‘I came forth from the Father and came into the world. Now, I am leaving the world and going to the Father’.
So Jesus said at the Last Supper, summing up his life in a sentence.
Since Advent and Christmas, we’ve been following Jesus’ journey from the Father into the world. He ‘came down from heaven’, says the Creed. This is not about astrophysics or topography. Rather, he, the Son of God, entered our human situation, stage by stage, ever more deeply. He went down under the water in the River Jordan at his baptism, down to our weakness when he was tempted by the devil in the desert. He went down into the distress of Gethsemane and the pain of the Passion. He was taken down from the cross and buried, and descended into the world of the dead. So, he went the whole way into our situation, our life, our death, the whole human thing. Then, with Easter, the imagery, the movement changes. He rose from the dead and today he ascends to the Father. It is the other half of the story, the upward curve. ‘While they were looking on, he was taken up and a cloud him from their sight.’ Again, it’s not about geography or astrophysics. It’s about us being taken up into his life, his situation. He came into ours so that we might enter into his. ‘I shall be their God and they shall be my people.’ God with us and we with God. It’s two-sided, reciprocal. He shared our sadness so we can share his joy. He identified with us, so we can be identified with him. And the great feasts that follow after Pentecost – think of the Assumption and All Saints – are feasts of ‘going up’, our going up with him. Today, the Psalm says: ‘God goes up with shouts of joy; the Lord goes up with trumpet blast.’ Today’s Collect runs: ‘Gladden us with holy joys, almighty God, and make us rejoice with devout thanksgiving, for the Ascension of Christ your Son is our exaltation, and where the Head has gone before in glory, the Body is called to follow in hope.’
Christ’s Ascension is our ascension. Here’s a comparison. Imagine Aberdeen were to win the Cup. Think of the delight of the fans at Hampden Park and of people back here. By the strange chemistry of identification, the victory of eleven men would be the victory of us all. Today, after a far more deadly game, Christ brings our humanity, taken from Mary, into the presence of his heavenly Father. It’s raised above the entire universe. ‘For human nature has been lifted above the dignity of all the creatures of heaven, passing beyond the ranks of the angels, being raised above the high seat of the archangels, to receive an elevation that has no limit until it is admitted into the eternal Father’s dwelling, to share his glorious throne’ (St Leo). Here is Christ our Captain lifting up the trophy, the cup – which is us, our humanity, joined to his divinity. Here are the angels applauding. Here are we back home, following the victory, as it were, on the sacramental screen of the liturgy. ‘All peoples clap your hands…Sing praise for God, sing praise.’
Or again: think of the great explorers and discoverers. They’d reach the North Pole, or discover an island, or a whole new land. And they’d plant the national flag. Back the news would come and the whole country would swell with pride. Again, it’s this mystery of identification. Today, our victorious Lamb has planted the flag of humanity in the heart of the Trinity. There we are in God, body and soul. There’s that flag of our wounded but glorified human nature blowing in the wind of the Holy Spirit. Our Columbus, our Captain Cook, our Shackleton has made it. And, through him, with him, in him, so have we.

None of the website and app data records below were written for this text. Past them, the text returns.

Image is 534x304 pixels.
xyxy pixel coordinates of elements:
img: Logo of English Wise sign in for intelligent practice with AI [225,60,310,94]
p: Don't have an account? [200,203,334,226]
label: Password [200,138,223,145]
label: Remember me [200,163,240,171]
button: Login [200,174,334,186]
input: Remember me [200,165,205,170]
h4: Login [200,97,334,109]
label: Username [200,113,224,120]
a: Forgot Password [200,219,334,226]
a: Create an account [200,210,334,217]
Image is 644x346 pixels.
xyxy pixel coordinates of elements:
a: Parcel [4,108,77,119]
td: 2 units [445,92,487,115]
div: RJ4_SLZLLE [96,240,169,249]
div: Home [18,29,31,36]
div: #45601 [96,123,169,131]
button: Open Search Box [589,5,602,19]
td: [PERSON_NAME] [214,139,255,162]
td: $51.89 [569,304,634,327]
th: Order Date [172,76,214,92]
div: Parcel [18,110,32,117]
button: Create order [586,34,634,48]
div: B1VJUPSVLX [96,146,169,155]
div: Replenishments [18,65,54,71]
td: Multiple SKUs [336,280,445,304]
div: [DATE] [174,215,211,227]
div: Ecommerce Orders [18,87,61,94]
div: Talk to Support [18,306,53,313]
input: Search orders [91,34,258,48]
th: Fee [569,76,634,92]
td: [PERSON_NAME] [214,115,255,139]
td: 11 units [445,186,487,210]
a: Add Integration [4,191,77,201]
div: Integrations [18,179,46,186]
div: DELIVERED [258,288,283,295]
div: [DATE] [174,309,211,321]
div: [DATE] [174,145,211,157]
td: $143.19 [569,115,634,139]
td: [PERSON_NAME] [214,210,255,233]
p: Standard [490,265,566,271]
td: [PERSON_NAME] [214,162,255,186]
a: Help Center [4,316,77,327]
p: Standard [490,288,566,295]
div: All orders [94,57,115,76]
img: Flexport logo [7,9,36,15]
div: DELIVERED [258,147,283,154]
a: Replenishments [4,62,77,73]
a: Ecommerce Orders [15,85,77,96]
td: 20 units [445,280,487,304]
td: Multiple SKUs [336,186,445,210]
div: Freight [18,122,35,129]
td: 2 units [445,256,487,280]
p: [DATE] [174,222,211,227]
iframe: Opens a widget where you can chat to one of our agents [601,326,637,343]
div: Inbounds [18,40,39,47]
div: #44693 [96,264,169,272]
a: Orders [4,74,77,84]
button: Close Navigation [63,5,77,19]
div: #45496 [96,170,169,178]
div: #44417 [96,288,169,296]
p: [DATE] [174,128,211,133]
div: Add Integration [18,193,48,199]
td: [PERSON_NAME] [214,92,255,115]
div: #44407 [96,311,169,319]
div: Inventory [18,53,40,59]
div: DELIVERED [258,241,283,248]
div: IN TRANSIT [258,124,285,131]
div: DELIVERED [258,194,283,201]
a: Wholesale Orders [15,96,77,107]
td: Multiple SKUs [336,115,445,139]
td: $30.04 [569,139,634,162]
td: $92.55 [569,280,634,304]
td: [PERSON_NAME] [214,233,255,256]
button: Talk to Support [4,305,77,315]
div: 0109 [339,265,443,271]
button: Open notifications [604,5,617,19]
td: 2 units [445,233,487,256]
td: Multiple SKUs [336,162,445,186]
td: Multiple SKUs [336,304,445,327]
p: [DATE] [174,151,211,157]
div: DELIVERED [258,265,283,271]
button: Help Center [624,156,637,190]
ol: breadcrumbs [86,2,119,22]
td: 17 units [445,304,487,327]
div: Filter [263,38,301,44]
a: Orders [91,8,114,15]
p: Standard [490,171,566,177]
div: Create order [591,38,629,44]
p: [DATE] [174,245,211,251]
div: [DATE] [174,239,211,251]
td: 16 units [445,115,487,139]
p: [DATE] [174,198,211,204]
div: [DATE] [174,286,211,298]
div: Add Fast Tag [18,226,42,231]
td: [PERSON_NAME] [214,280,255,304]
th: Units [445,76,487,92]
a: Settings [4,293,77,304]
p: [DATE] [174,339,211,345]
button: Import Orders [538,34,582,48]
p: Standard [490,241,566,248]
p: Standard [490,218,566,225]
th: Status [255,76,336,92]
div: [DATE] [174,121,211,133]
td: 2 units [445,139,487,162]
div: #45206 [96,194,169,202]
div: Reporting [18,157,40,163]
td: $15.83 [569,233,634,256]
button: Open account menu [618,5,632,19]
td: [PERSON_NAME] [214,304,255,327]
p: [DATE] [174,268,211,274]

Perhaps, we can take this idea of exploration still further. The grace of our Lord’s Passion is the forgiveness of sins. The grace of his Resurrection is a spiritual rebirth: faith, hope and charity in the human heart. The grace of his Ascension is the opening of heaven. It’s as though a whole new territory, a new continent is opened up for us. Opened up and annexed, claimed for the crown, the kingship of Christ. Our life now has a quite new, qualitatively different potential. How people once yearned to reach North America or are yearning now for Europe or Australia: longing to be safe and free and able to flourish; a better life. In reality, migration doesn’t always work out as we dream, can end in shipwreck, and even when not, we are still in the sphere of this life only. But today Jesus shows himself no longer confined by any constrictions. We may be harried by time and locked into space, destined to die, but he has now broken this open from within, opened another horizon. He opens up a new kind of time and space, where our whole being will be safe and free and alive, alive with a life death cannot touch.
How grateful we should be to Jesus!
We glimpse this new space, this new possibility, when we really love. It can be tasted in the loveliest moments of the love of man and woman, or in friendship, or in whole-hearted dedication. When we can completely accept and be completely accepted, give and receive from a full heart, having full access to another’s heart and they to ours. Heaven is that and more. It’s the peace of total mutual love with no fear of loss and change, when we’re taken past any possibility of rejection or condemnation, able to throw ourselves into an infinite ocean of love.
‘Sing praise to our God, sing praise.’ Let us thank him for his mercy, for this hope, this new horizon, this future. Let’s live lives that prepare us for it. Let’s have a foretaste of it here tonight, in peace around the altar, he in us and we in him through the Eucharistic mystery. He is closer than ever to us now, longing to give us his joy.